I also had a blind faith in our capacity to win games, even when all seemed lost. My uncles remind me how I was always so much more convinced of our chances than the rest of the boys on our team, how there were games when we were losing 5–0 and I’d be there in the locker room yelling, “Let’s not give up! We can still win this!” Or the time when we lost 6–0 away in Palma, and on the way back I said, “It doesn’t matter. When we play them at home, we’ll win.”

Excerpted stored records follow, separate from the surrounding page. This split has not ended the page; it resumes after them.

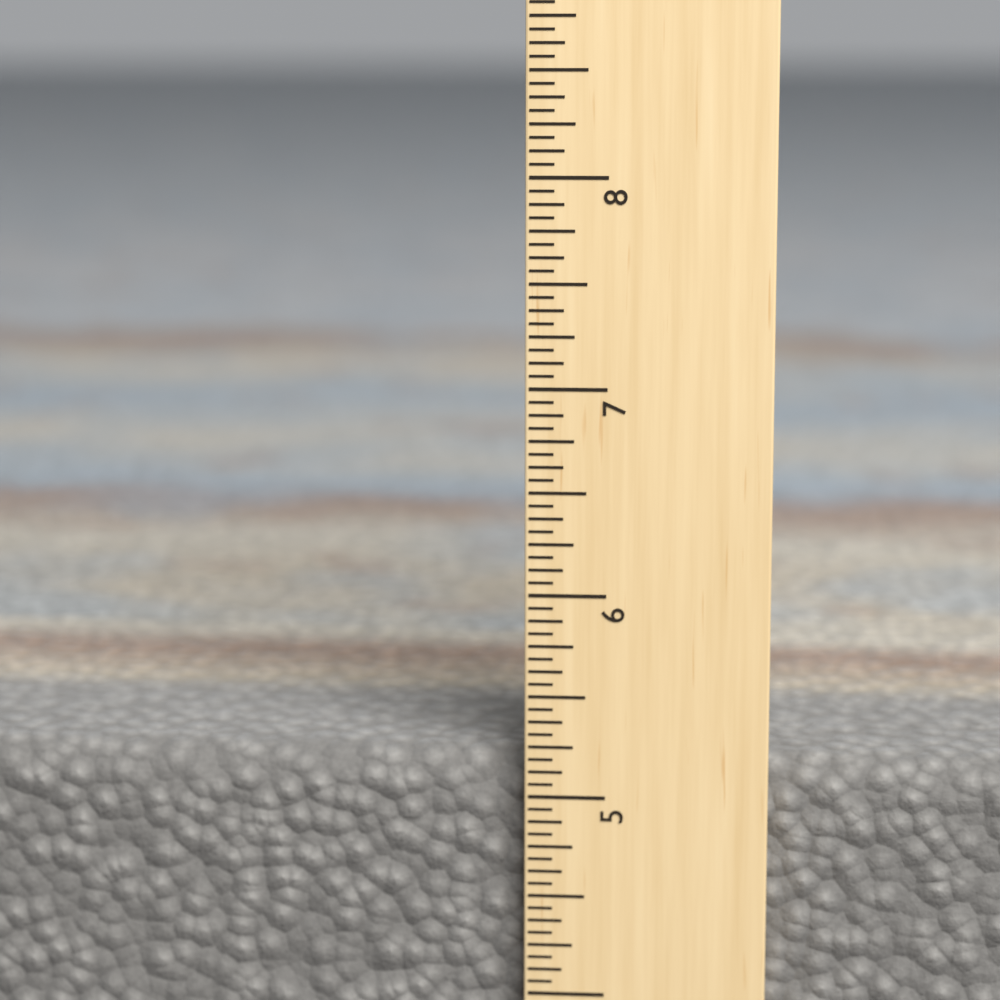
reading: 5.1875 in
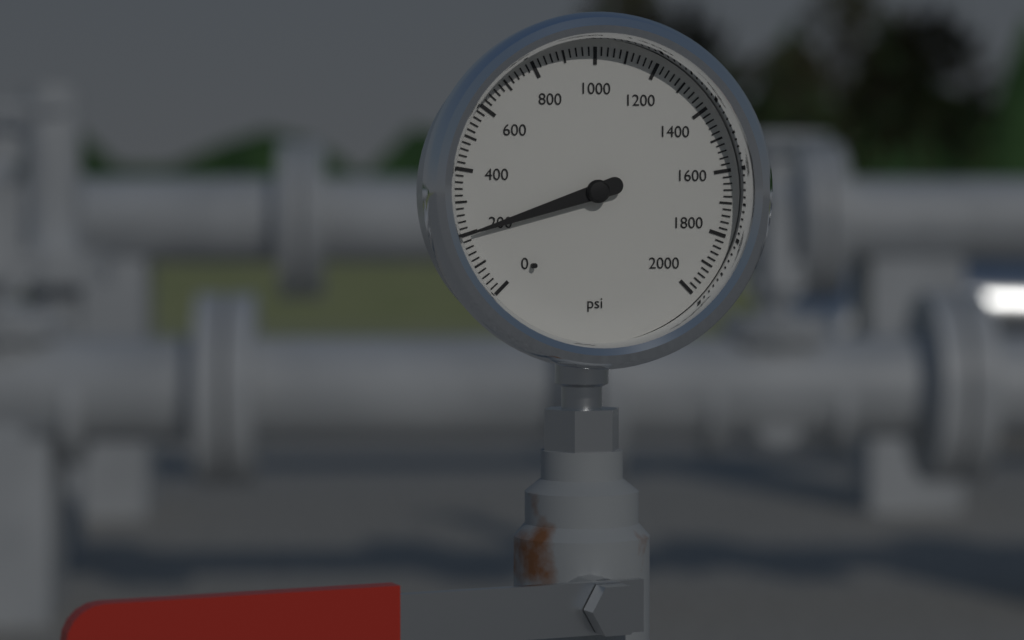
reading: 200 psi
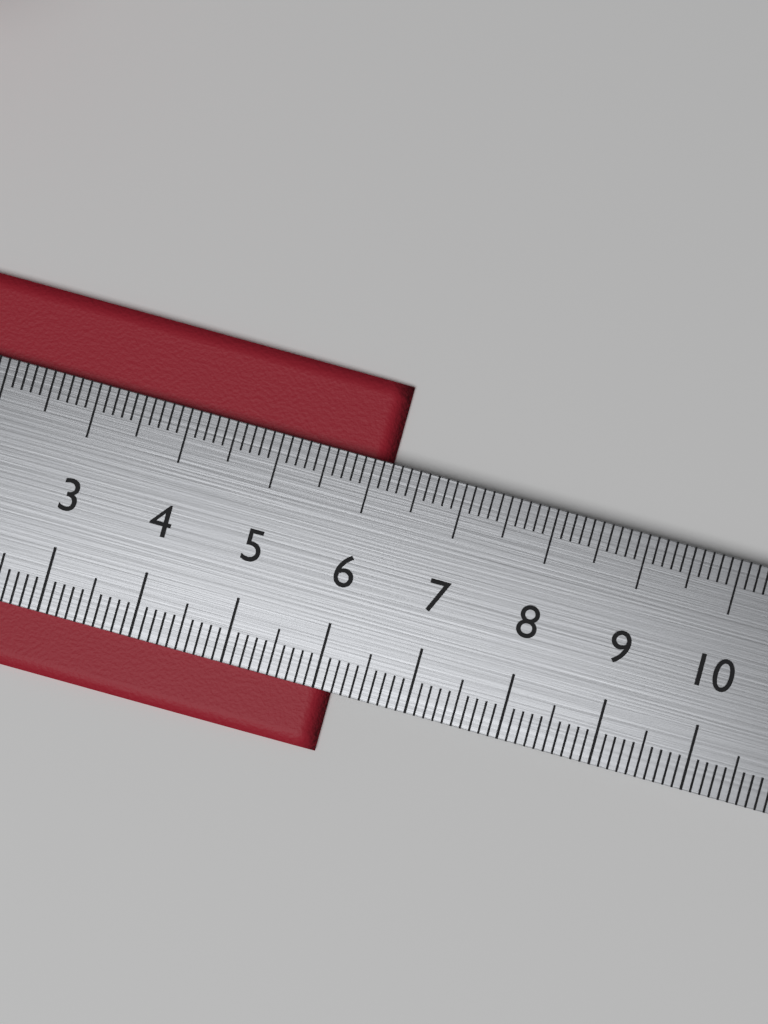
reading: 6.2 cm
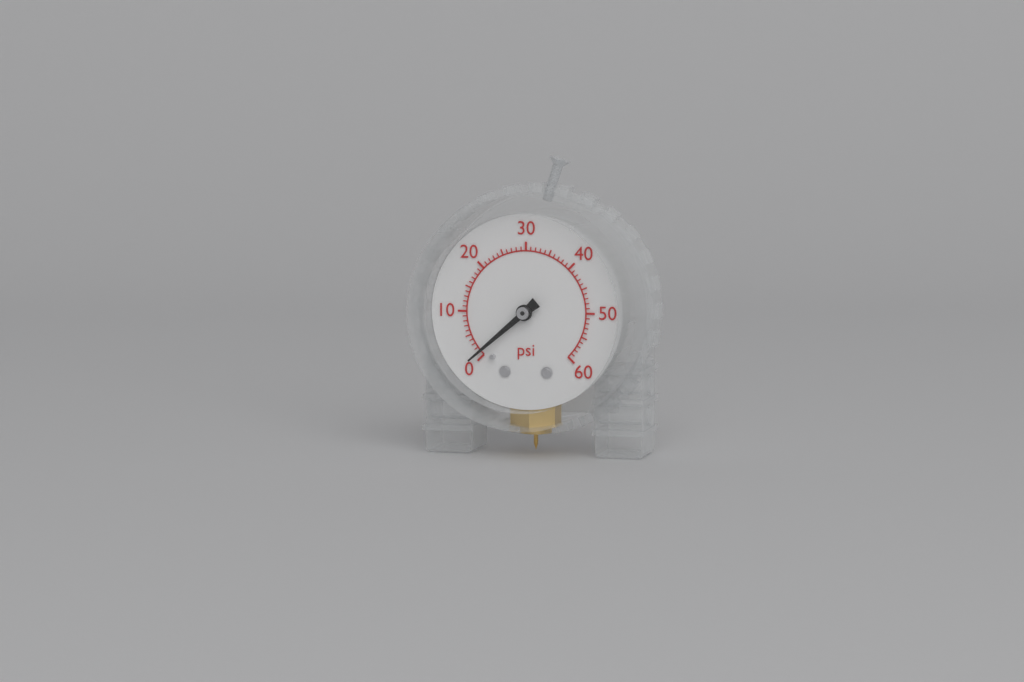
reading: 1 psi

But there were more victories than defeats. I remember lots of games vividly. I remember, in particular, the season we won the Balearic Islands championship, when I was eleven years old. The decisive game was against Mallorca, the big team from the capital of the island. We were losing 1–0 at halftime but came back to win 2–1. A penalty decided the game for us. It was a run I made into the penalty area that provoked a player on the other team into handling the ball right on the goal line. The normal thing would have been for me to take the penalty, as I was the team’s top goal scorer, but I didn’t dare. You look at me now playing a Wimbledon final and you maybe wonder why not. Well, strength of character is something I’ve had to work on. Taking on that responsibility was too much for me at that moment. Luckily, my teammate scored. The joy of winning that championship was as great as the joy of winning a Grand Slam tennis tournament. It may sound strange, but the two are comparable. At that moment it was the greatest thing to which I could aspire. It was the same excitement and sense of triumph, only on a smaller stage.